Dozens of farmers demonstrated again this Monday near the European neighborhood in Brussels. Approximately 1,500 tractors have collapsed near community institutions since early morning, in protest of the crisis situation in the sector and on the occasion of the meeting of Agriculture Ministers being held today in the Belgian capital.
Ministers are expected today to address the measures recently proposed by the European Commission to relax the environmental requirements that farmers must meet to access funds belonging to the Common Agricultural Policy (CAP). Likewise, the reduction of all the bureaucratic burden faced by the agricultural and livestock sector will be analyzed, a proposal that countries like Spain value positively.
Farmers regret the excess burdens and measures they have had to take since the new CAP was adopted just two years ago, such as the new environmental standards. A principle of conditionality that is not supported by the sector. Given the situation, the Executive has proposed that these requirements be simplified. In addition, other exemptions have already been applied, such as eliminating the condition of keeping 4% of arable land fallow in 2024.

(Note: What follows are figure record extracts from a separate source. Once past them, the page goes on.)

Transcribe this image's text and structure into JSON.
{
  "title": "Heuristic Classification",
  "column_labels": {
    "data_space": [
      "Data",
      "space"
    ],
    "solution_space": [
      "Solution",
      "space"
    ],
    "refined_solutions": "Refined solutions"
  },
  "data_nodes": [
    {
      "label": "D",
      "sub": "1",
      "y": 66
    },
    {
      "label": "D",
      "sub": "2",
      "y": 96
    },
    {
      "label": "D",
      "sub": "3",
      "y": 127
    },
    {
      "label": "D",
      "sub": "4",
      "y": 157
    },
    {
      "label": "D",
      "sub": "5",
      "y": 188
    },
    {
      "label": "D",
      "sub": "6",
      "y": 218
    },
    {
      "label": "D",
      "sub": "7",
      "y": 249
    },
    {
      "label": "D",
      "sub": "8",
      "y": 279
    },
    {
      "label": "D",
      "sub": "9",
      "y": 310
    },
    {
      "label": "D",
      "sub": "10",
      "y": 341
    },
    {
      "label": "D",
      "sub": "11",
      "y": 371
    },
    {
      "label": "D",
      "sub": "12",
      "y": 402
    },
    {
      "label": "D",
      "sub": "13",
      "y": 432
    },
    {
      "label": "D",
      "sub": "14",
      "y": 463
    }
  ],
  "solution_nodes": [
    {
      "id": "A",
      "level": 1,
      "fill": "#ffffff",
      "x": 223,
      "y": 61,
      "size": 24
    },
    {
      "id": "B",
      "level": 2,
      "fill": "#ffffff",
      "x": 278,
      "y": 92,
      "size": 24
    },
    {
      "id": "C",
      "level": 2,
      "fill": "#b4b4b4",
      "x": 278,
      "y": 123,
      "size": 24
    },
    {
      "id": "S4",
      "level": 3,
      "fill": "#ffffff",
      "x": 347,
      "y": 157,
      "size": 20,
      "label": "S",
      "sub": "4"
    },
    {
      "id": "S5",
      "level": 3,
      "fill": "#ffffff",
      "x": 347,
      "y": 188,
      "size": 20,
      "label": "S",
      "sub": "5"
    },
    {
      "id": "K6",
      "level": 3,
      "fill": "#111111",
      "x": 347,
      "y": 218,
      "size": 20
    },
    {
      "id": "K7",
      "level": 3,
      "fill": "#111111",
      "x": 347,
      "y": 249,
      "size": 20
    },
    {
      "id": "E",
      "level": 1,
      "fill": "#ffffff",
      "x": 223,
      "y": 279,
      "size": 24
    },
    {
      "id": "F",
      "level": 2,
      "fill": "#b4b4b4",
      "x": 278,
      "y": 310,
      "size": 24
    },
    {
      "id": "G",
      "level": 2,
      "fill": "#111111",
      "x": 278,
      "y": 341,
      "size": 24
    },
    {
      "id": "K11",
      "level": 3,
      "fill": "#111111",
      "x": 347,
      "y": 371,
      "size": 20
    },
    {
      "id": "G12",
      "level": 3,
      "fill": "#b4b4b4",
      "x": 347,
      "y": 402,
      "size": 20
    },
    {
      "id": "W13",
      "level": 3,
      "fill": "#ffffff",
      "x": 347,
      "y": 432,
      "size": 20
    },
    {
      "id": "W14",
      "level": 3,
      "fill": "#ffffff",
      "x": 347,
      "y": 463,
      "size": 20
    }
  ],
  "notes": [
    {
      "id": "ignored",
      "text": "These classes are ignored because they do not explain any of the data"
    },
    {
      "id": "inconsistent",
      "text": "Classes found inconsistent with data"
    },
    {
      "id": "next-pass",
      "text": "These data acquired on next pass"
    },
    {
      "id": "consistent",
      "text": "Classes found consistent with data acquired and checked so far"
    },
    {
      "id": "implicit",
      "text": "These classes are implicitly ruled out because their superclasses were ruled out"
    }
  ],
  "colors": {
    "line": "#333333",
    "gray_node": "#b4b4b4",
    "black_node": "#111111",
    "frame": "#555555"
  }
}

To have their demands heard, farmers have approached the European institutions, close to the Council of the EU, where the ministers are; also in the offices of the Directorate General of Agriculture of the European Commission, where they have erected barricades with tires, which has caused a smoke that could be seen along one of the main arteries that connects the center and the European quarter. Several hundred police and riot police guard the streets, with water cannons to put out the different bonfires that had been lit in different places.
For his part, the Minister of Agriculture, Luis Planas, has insisted on the importance of this meeting offering solutions, because “farmers and ranchers expect an effective European response.” Likewise, he has urged the European Commission to take short-term legislative measures, before the end of the legislature on the elements of conditionality, to “accelerate” the response required by the sector. “All these adaptation measures do not call into question environmental requirements, but we are sensitive to the concerns of livestock farmers,” he added.
Finally, Planas has advanced that if the proposal put forward by the Commission to reduce “by up to 50% the number of controls carried out by national inspectors on agricultural holdings” on farms of less than 10 hectares is approved, it would mean “in “In the case of Spain, 345,000 declarants would benefit.”